$ vim '+e ++enc=eucJP ju-file.txt'Īn old Japanese MS-Windows text file, " jw-file.txt", stored in the so called shift-JIS encoding (more precisely: CP932) can be edited with vim by the following. $ vim '+e ++enc=latin2 pu-file.txt'Īn old Japanese unix text file, " ju-file.txt", stored in the eucJP encoding can be edited with vim by the following. This is possible since the auto detection mechanism of the file encoding in vim assumes the UTF-8 encoding first and, if it fails, assumes it to be latin1.Īn old Polish Unix text file, " pu-file.txt", stored in the latin2 (iso-8859-2) encoding can be edited with vim by the following. You should use these editors under the UTF-8 locale in the UTF-8 capable console for the best compatibility.Īn old western European Unix text file, " u-file.txt", stored in the latin1 (iso-8859-1) encoding can be edited simply with vim by the following. Intelligent modern editors such as the vim program are quite smart and copes well with any encoding systems and any file formats. JIS X 0208 Appendix 1 standard for Japanese (see CP932)
#Convert ps to pdf mac command line code
Old Japanese UNIX standard 8 bit code and completely different from Shift-JIS

Standard encoding for Japanese email which uses only 7 bit codes Old Russian UNIX standard for the Cyrillic alphabet
#Convert ps to pdf mac command line windows
Old standard for western European languages, ISO-8859-1 with euro signĬode page 850, Microsoft DOS characters with graphics for western European languages, ISO-8859-1 variantĬode page 932, Microsoft Windows style Shift-JIS variant for JapaneseĬode page 936, Microsoft Windows style GB2312, GBK or GB18030 variant for Simplified ChineseĬode page 949, Microsoft Windows style EUC-KR or Unified Hangul Code variant for KoreanĬode page 950, Microsoft Windows style Big5 variant for Traditional ChineseĬode page 1251, Microsoft Windows style encoding for the Cyrillic alphabetĬode page 1252, Microsoft Windows style ISO-8859-15 variant for western European languages Old standard for eastern European languages, ASCII + accented characters Old standard for western European languages, ASCII + accented characters Standard based tools are in very good shape but support for proprietary data formats are limited.Īmerican Standard Code for Information Interchange, 7 bit code w/o accented charactersĬurrent multilingual standard for all modern OSs Tools and tips for converting data formats on the Debian system are described. Highlighting and formatting plain text data 11.2. Checking file to be UTF-8 with iconv 11.1.3. Converting a text file with iconv 11.1.2.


INSTRUCTIONS FOR THE TASK = Omit all pictures. Quote the lines from the one with "is (836, 1450)." through the end of the listing below, exactly as they appear.

-------- DATA UNDER STUDY

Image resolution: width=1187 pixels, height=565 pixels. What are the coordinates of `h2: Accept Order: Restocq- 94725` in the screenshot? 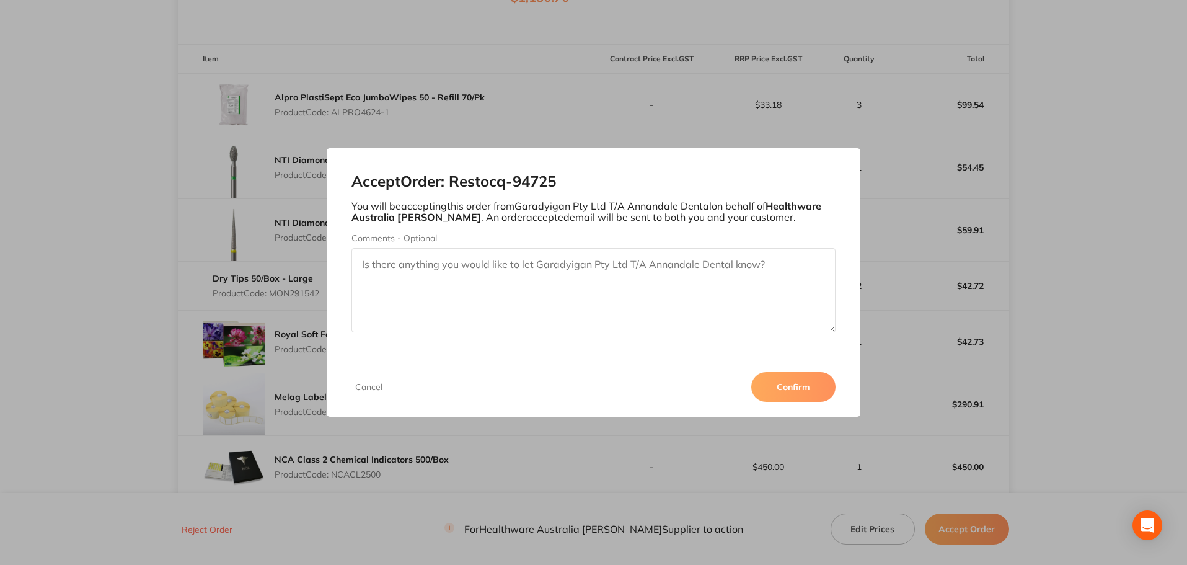 It's located at (594, 182).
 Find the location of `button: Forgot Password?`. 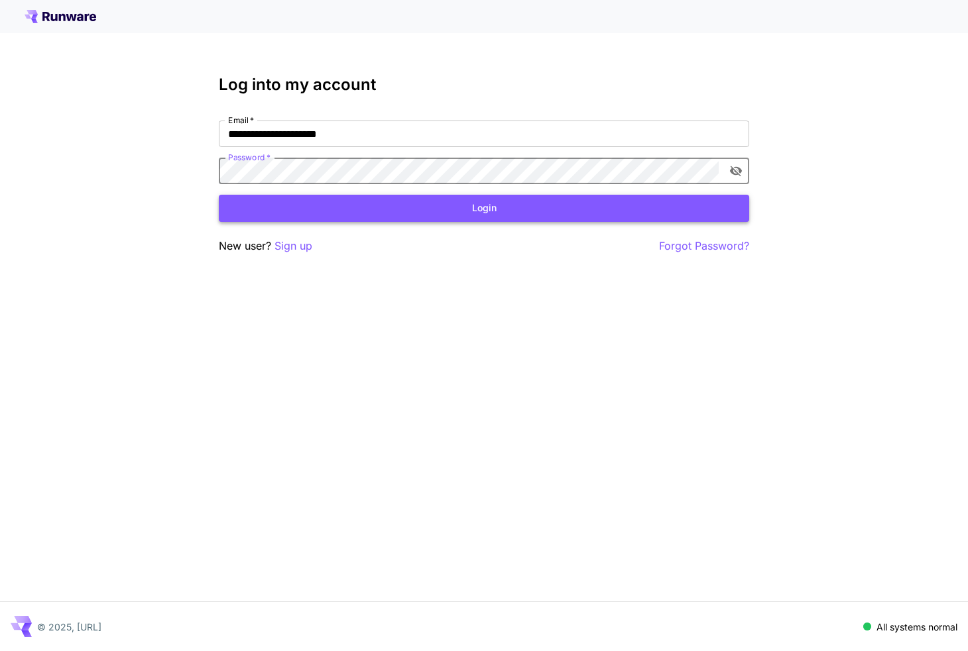

button: Forgot Password? is located at coordinates (704, 246).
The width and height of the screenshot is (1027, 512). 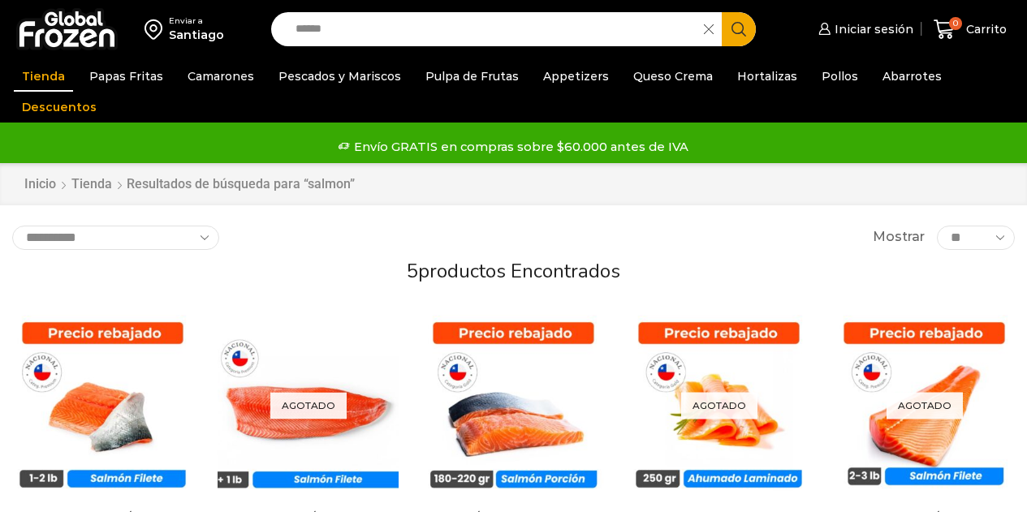 What do you see at coordinates (472, 76) in the screenshot?
I see `a: Pulpa de Frutas` at bounding box center [472, 76].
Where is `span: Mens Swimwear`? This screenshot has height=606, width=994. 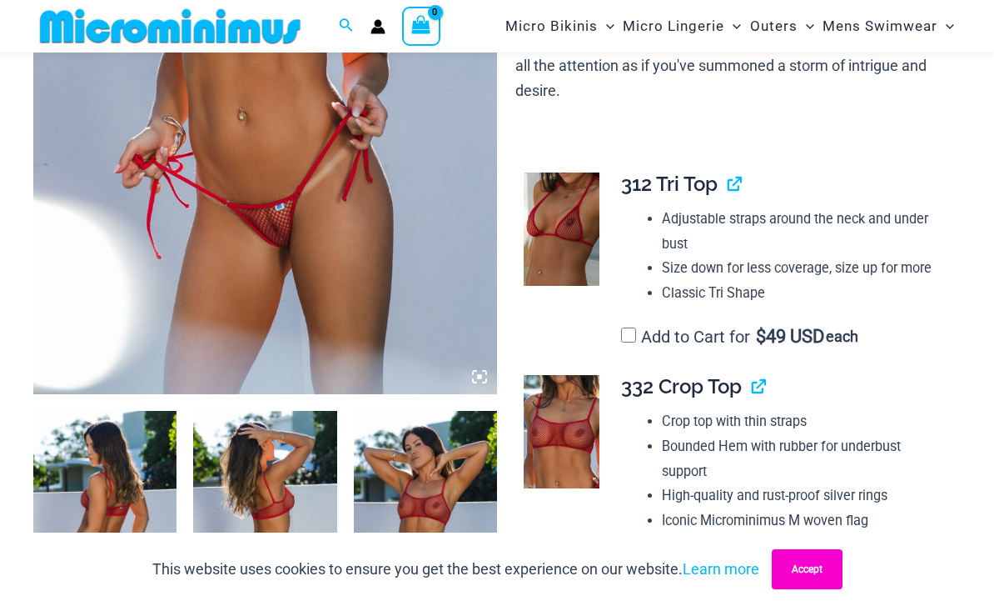
span: Mens Swimwear is located at coordinates (880, 26).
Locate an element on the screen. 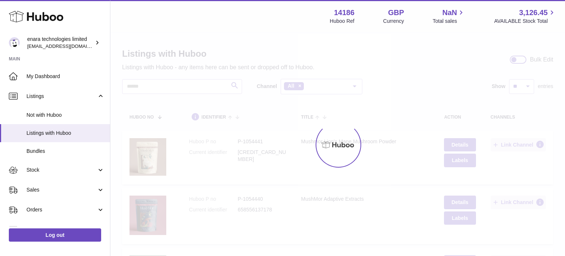 Image resolution: width=565 pixels, height=256 pixels. span: Total sales is located at coordinates (449, 21).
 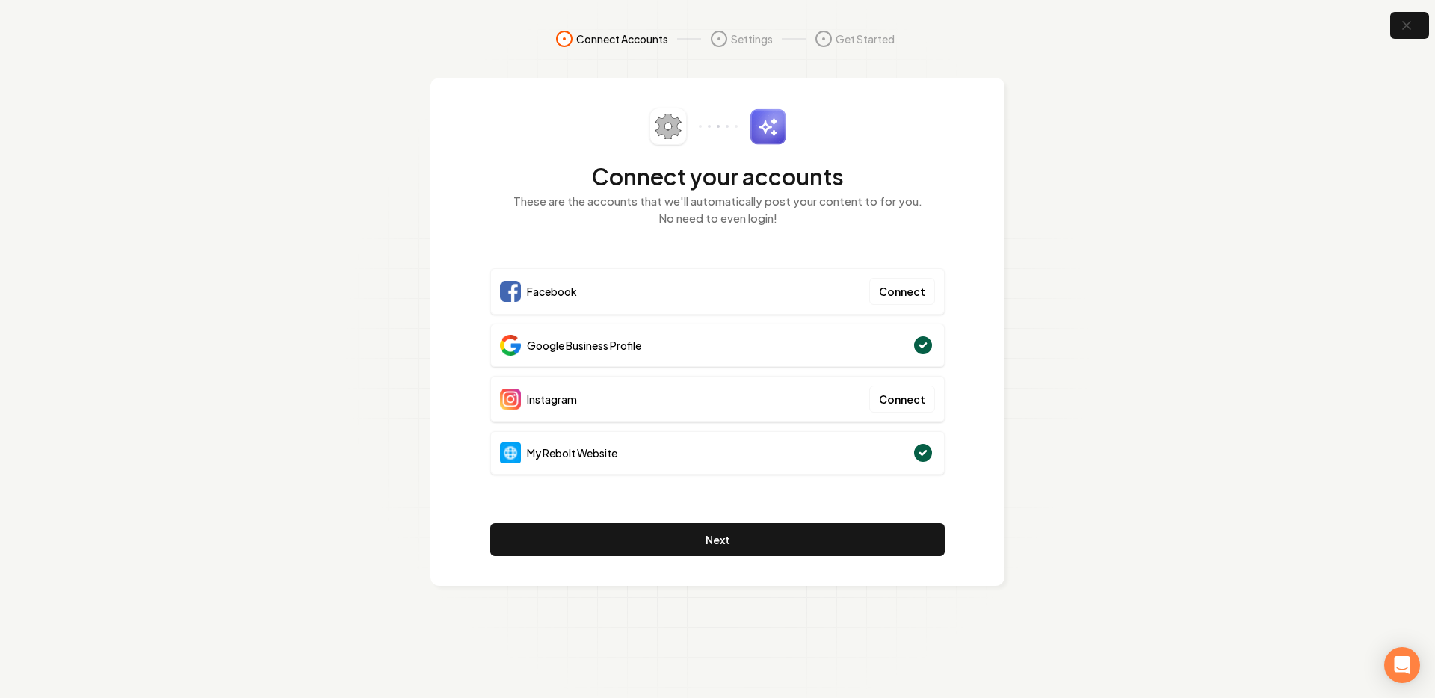 I want to click on span: Instagram, so click(x=552, y=399).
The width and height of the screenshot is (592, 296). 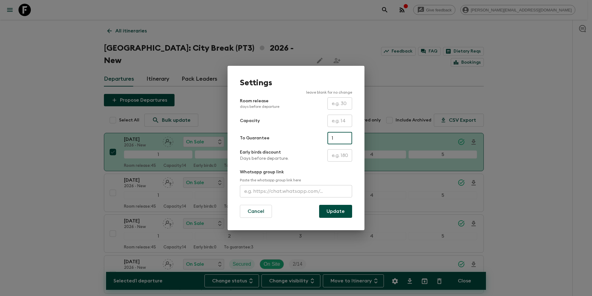 What do you see at coordinates (296, 191) in the screenshot?
I see `input: e.g. https://chat.whatsapp.com/...` at bounding box center [296, 191].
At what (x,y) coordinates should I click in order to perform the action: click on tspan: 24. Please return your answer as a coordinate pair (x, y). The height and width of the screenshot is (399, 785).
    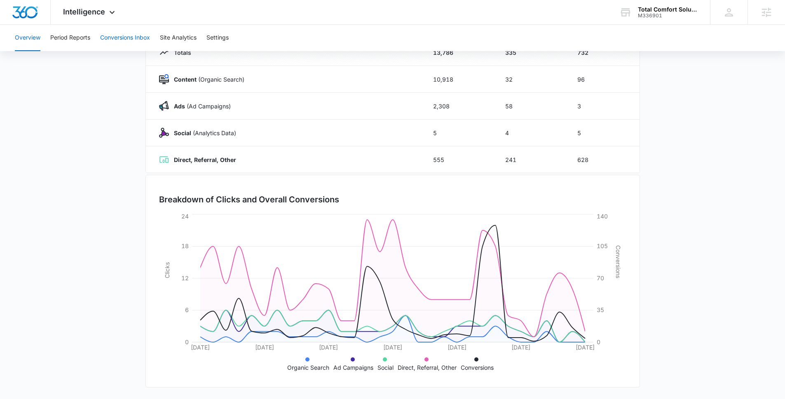
    Looking at the image, I should click on (185, 216).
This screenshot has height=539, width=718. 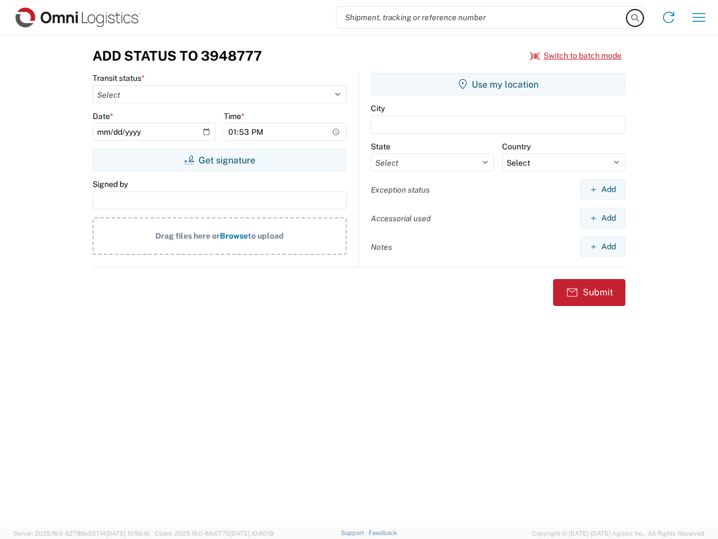 I want to click on span: to upload, so click(x=266, y=236).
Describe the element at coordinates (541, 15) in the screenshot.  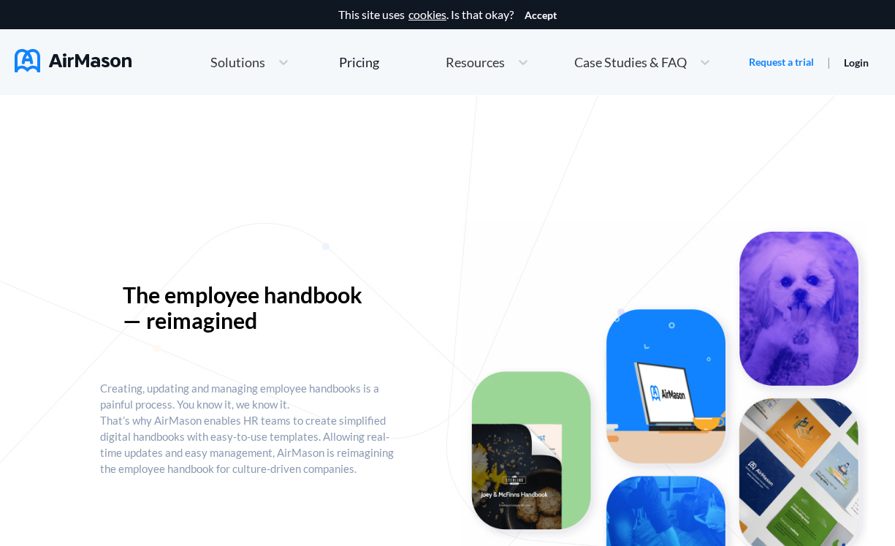
I see `button: Accept cookies` at that location.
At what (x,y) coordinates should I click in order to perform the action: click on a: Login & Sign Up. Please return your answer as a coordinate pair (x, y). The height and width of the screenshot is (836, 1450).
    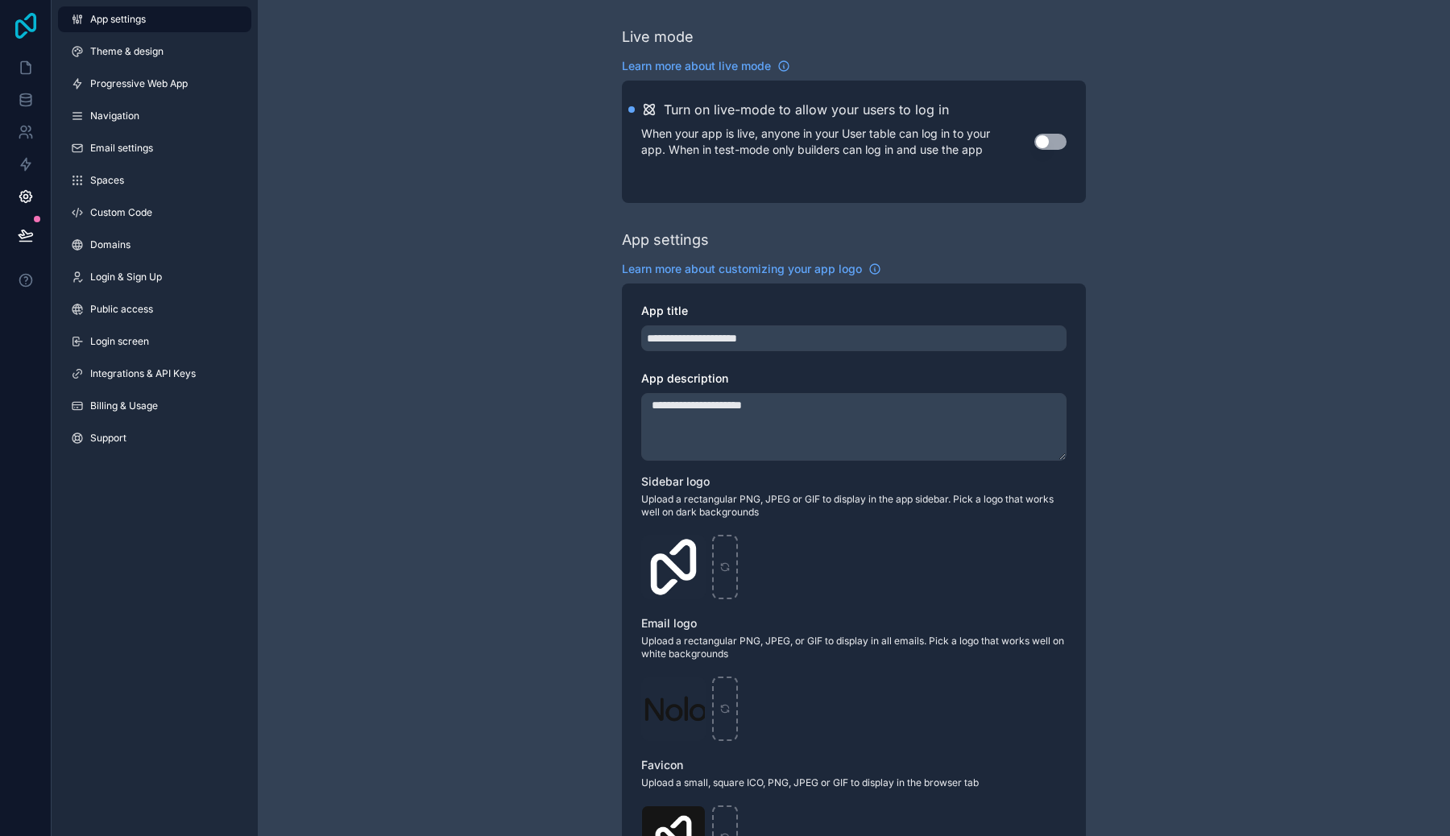
    Looking at the image, I should click on (155, 277).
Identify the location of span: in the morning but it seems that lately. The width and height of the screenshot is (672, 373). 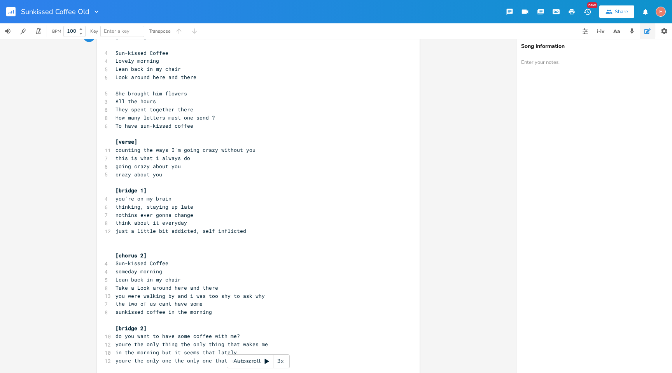
(176, 352).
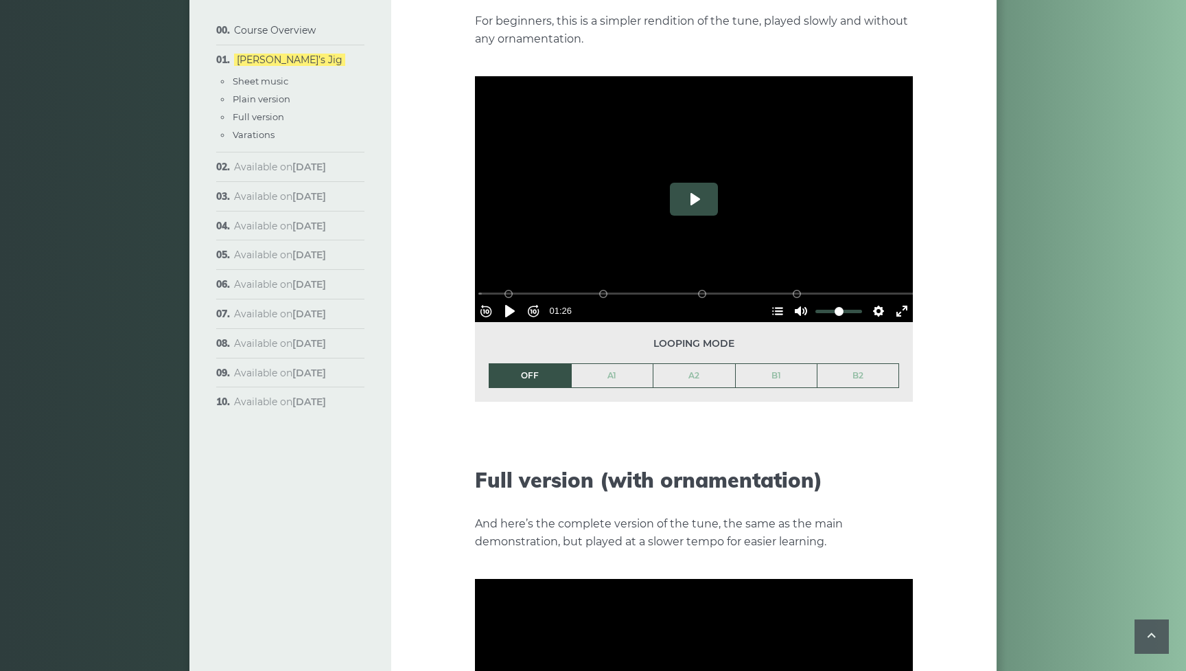  I want to click on a: B1, so click(776, 375).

----------------

EXERCISE ANSWER =
At what (x,y) coordinates should I click in order to perform the action: click on a: Login & Sign Up. Please return your answer as a coordinate pair (x, y). The height and width of the screenshot is (836, 1450).
    Looking at the image, I should click on (155, 277).
Identify the location of span: in the morning but it seems that lately. The width and height of the screenshot is (672, 373). 
(176, 352).
  I want to click on a: B1, so click(776, 375).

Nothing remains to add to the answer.